LaBeouf has said that he initially became an actor because his family was broke, not because he wanted to pursue an acting career.[24] He became well known among young audiences after playing Louis Stevens in the Disney Channel weekly program Even Stevens, a role for which he was cast three months after being signed by his agent. LaBeouf also appeared in the Disney Channel hit Tru Confessions, where he played a mentally challenged kid with a sister who made a documentary about his disability.[12] His father, at the time just released from rehab, served as his on-set parent and the two bonded.[26] LaBeouf was awarded a Daytime Emmy Award for the role of Louis[10] and has said that he "grew up on that show" and that his childhood was "kind of lost," although his being cast in the show was the "best thing" that has happened to him.[7] During this time period, LaBeouf also appeared in sketch shows on The Tonight Show with Jay Leno.[24] In 2003, he appeared in another Disney production, Holes, as Stanley "Caveman" Yelnats IV, opposite Sigourney Weaver, Jon Voight and Tim Blake Nelson. While filming Holes, Voight gave LaBeouf a book on acting, and this made LaBeouf realize acting could be more than a job.[2] The film was a moderate box office success. Steven Spielberg was also a fan of LaBeouf in Holes, saying he reminded him of a young Tom Hanks.[9]

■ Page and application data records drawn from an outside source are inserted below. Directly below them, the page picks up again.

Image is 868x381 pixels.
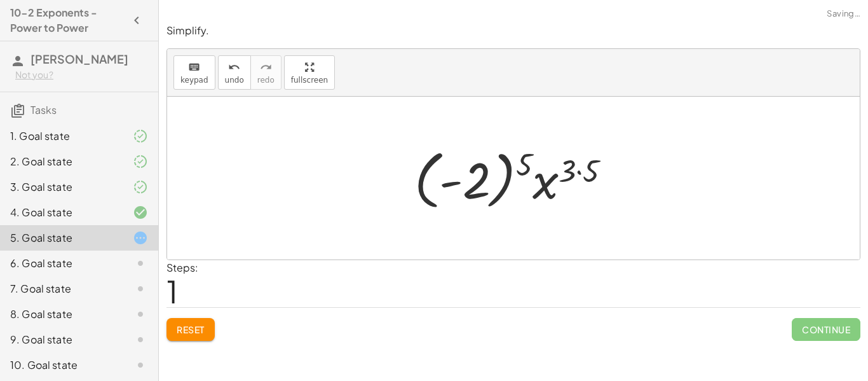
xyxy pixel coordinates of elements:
[174,55,216,89] button: keyboardkeypad
[251,55,282,89] button: redoredo
[10,179,113,195] div: 3. Goal state
[10,332,113,347] div: 9. Goal state
[10,5,125,36] h4: 10-2 Exponents - Power to Power
[291,76,327,84] span: fullscreen
[133,307,148,322] i: Task not started.
[228,59,241,75] i: undo
[10,256,113,271] div: 6. Goal state
[188,59,201,75] i: keyboard
[166,272,178,310] span: 1
[133,281,148,296] i: Task not started.
[166,318,215,341] button: Reset
[133,129,148,144] i: Task finished and part of it marked as correct.
[15,69,148,81] div: Not you?
[133,205,148,220] i: Task finished and correct.
[133,179,148,195] i: Task finished and part of it marked as correct.
[10,307,113,322] div: 8. Goal state
[257,76,275,84] span: redo
[166,261,198,274] label: Steps:
[218,55,251,89] button: undoundo
[133,357,148,373] i: Task not started.
[10,230,113,246] div: 5. Goal state
[10,154,113,169] div: 2. Goal state
[10,129,113,144] div: 1. Goal state
[225,76,244,84] span: undo
[166,23,860,38] p: Simplify.
[31,103,57,116] span: Tasks
[10,205,113,220] div: 4. Goal state
[180,76,208,84] span: keypad
[133,154,148,169] i: Task finished and part of it marked as correct.
[827,8,860,20] span: Saving…
[31,52,129,66] span: [PERSON_NAME]
[133,332,148,347] i: Task not started.
[133,230,148,246] i: Task started.
[176,323,205,335] span: Reset
[260,59,272,75] i: redo
[10,357,113,373] div: 10. Goal state
[133,256,148,271] i: Task not started.
[10,281,113,296] div: 7. Goal state
[284,55,335,89] button: fullscreen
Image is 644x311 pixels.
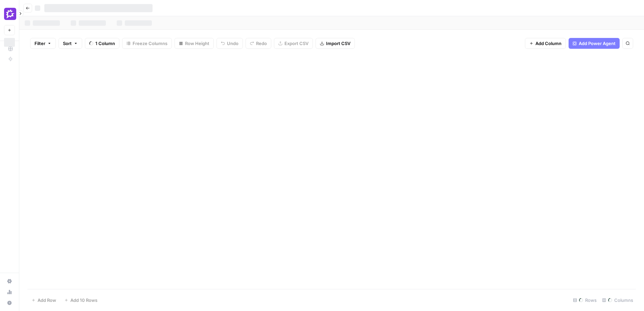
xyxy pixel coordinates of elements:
[326,40,350,47] span: Import CSV
[95,40,115,47] span: 1 Column
[185,40,210,47] span: Row Height
[30,38,56,49] button: Filter
[536,40,562,47] span: Add Column
[122,38,172,49] button: Freeze Columns
[175,38,214,49] button: Row Height
[256,40,267,47] span: Redo
[4,286,15,297] a: Usage
[274,38,313,49] button: Export CSV
[71,297,98,303] span: Add 10 Rows
[579,40,616,47] span: Add Power Agent
[570,295,600,305] div: Rows
[525,38,566,49] button: Add Column
[4,5,15,22] button: Workspace: Gong
[4,8,16,20] img: Gong Logo
[217,38,243,49] button: Undo
[60,295,101,305] button: Add 10 Rows
[28,295,60,305] button: Add Row
[4,297,15,308] button: Help + Support
[284,40,308,47] span: Export CSV
[569,38,620,49] button: Add Power Agent
[316,38,355,49] button: Import CSV
[227,40,238,47] span: Undo
[132,40,168,47] span: Freeze Columns
[600,295,636,305] div: Columns
[38,297,56,303] span: Add Row
[245,38,271,49] button: Redo
[85,38,119,49] button: 1 Column
[4,276,15,286] a: Settings
[35,40,45,47] span: Filter
[58,38,82,49] button: Sort
[63,40,72,47] span: Sort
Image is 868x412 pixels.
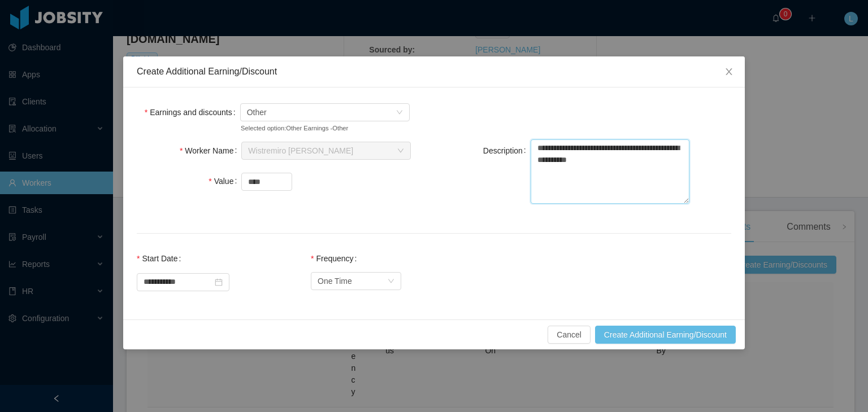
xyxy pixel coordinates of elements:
[242,173,291,190] input: Value
[725,67,733,76] i: icon: close
[388,278,394,286] i: icon: down
[483,146,530,155] label: Description
[547,326,591,344] button: Cancel
[595,326,736,344] button: Create Additional Earning/Discount
[240,124,384,133] small: Selected option: Other Earnings - Other
[317,273,352,290] div: One Time
[137,66,731,78] div: Create Additional Earning/Discount
[311,254,361,263] label: Frequency
[530,140,689,205] textarea: Description
[248,142,353,159] div: Wistremiro Arles Pulido Porras
[208,177,241,186] label: Value
[215,279,223,286] i: icon: calendar
[180,146,241,155] label: Worker Name
[713,57,745,88] button: Close
[145,108,240,117] label: Earnings and discounts
[247,104,267,121] span: Other
[397,147,404,155] i: icon: down
[137,254,185,263] label: Start Date
[396,109,403,117] i: icon: down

That same year, he was heavily featured in the HBO documentary show Project Greenlight, which chronicled the making of the independent film The Battle of Shaker Heights. He also appeared in Charlie's Angels: Full Throttle as Max Petroni, an orphan whom the Angels end up protecting. Off-screen, LaBeouf co-wrote and directed Let's Love Hate, a short drama and winner of the Children's Jury Award in 2004 and the Children's Audience Award in 2005.[27] He had a small role in I, Robot (2004) and appeared in the action-horror film Constantine (2005), opposite Keanu Reeves and Rachel Weisz, and in the Disney film The Greatest Game Ever Played, playing Francis Ouimet, a real-life golf player from a poor family who won the 1913 U.S. Open Championship.[2] In 2006, LaBeouf co-starred in the ensemble film drama Bobby, which called for him to do his first nude scene when he strips naked while on an LSD trip. He also played a young Dito Montiel in A Guide to Recognizing Your Saints, in the younger version of the same role as Robert Downey, Jr. in a semi-autobiographical account of Montiel's upbringing in 1980s Astoria, Queens. LaBeouf has said that he is not the "All-American Disney role model"[9] and chose to appear in some of his film roles in order to "curse as much as possible"[28] and "age [himself] publicly" after his Disney roles, specifying that Disney is "great and all" and a "nurturing place"[24] but "dehabilitating for an actor", being "one constant string of same".[8] He has also said that he enjoyed being a child actor and hated school.[29]